Claims Steve Ballmer

Oct 9, 2007 09:22 GMT  ·  By

Google is reading their users' emails on Gmail. This "factual statement" was delivered by none other than Microsoft Chief Executive Office Steve Ballmer, just the latest jab in the face-off between the Redmond and the Mountain View companies. In terms of email, the two giants are competing for audience with Gmail on one side and Windows Live Hotmail on the other, the result of melting Windows Live Mail and Hotmail together.

But when it comes to the online race, Google is the dominant presence on the search engine and Internet advertising interconnected markets, while Microsoft is lagging behind and struggling to catch up. Speaking at "The Online Opportunity" event at Microsoft's London office in Cardinal Place, Ballmer disputed that the advertising-based business model will become ubiquitous. And in this sense he offered the example of monetizing Windows Live Hotmail.

"We have seen the migration of things like email. Email in itself directly on Windows Live Hotmail doesn't generate that much ad revenue, so we've had to put a portal around it. Because the traffic it brings is very valuable, but it's not very easily monetized in the context of mail," Ballmer stated.

At this point Ballmer addressed the issue of user privacy. Microsoft has challenged Google in the past for the way the Mountain View Internet search giant understands to harvest user data in order to serve online advertising. User information that fully personalizes an online presence is critical to an infrastructure set up to deliver customized and targeted ads, tailor fitted on a specific user. However, Ballmer revealed that even though Google is aware of the context of emails, it still has trouble properly turning profit from Gmail.

"Google's had the same experience, even though they read your email and we don't. The theory was if somebody read your mail they'd know what to talk to you about. Well, it's not working as brilliantly as the concept was laid out. So you really have to ask the question, where are the sources of monetization, where do things make sense," Ballmer added.

Privacy is also one of the problems that Microsoft is using as leverage, along with the creation of a potential monopoly, in order to lobby the blocking of Google's acquisition of DoubleClick. Brad Smith, Senior Vice President, General Counsel and Corporate Secretary, Microsoft, in an appearance before the Senate Subcommittee on Antitrust, Competition Policy and Consumer Rights, argued that user piracy and googling are concepts that simply do not mix.

"The phone company [isn't permitted] to listen to what you say and use that information to target ads. The computer industry doesn't permit a software company to record everything we type and use that information to target ads. Yet with this merger [DoubleClick], Google seeks to record nearly everything you see and do on the Internet and use that information to target ads. Indeed, one question is whether this merger will create a whole new meaning to the term "being Googled. These privacy issues in fact have antitrust consequences. Given the nature and economics of online advertising, this concentration of user information means that no other company will be able serve ads as profitably," Smith stated.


**WHAT YOU ARE ASKED TO DO**
Using the records below, report how many lines include "features", and give no more than the number.
SUPPLIED INFORMATION section start
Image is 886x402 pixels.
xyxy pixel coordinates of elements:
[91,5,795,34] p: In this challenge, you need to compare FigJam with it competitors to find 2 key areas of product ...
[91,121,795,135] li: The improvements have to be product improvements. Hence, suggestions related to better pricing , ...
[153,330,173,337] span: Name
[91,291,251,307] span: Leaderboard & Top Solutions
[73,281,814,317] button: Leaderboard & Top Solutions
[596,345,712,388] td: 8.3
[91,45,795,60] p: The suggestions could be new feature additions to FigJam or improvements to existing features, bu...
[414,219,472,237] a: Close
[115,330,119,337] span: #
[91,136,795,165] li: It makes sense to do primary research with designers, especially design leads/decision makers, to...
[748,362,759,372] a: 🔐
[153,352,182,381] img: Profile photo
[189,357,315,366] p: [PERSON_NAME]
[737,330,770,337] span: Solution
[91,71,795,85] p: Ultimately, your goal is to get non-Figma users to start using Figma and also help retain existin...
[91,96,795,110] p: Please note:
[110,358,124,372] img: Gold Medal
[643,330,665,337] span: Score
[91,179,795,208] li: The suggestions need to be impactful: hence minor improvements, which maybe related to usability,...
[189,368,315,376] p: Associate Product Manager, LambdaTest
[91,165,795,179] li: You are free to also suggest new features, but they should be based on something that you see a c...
SUPPLIED INFORMATION section end
**EXERCISE RESPONSE**
2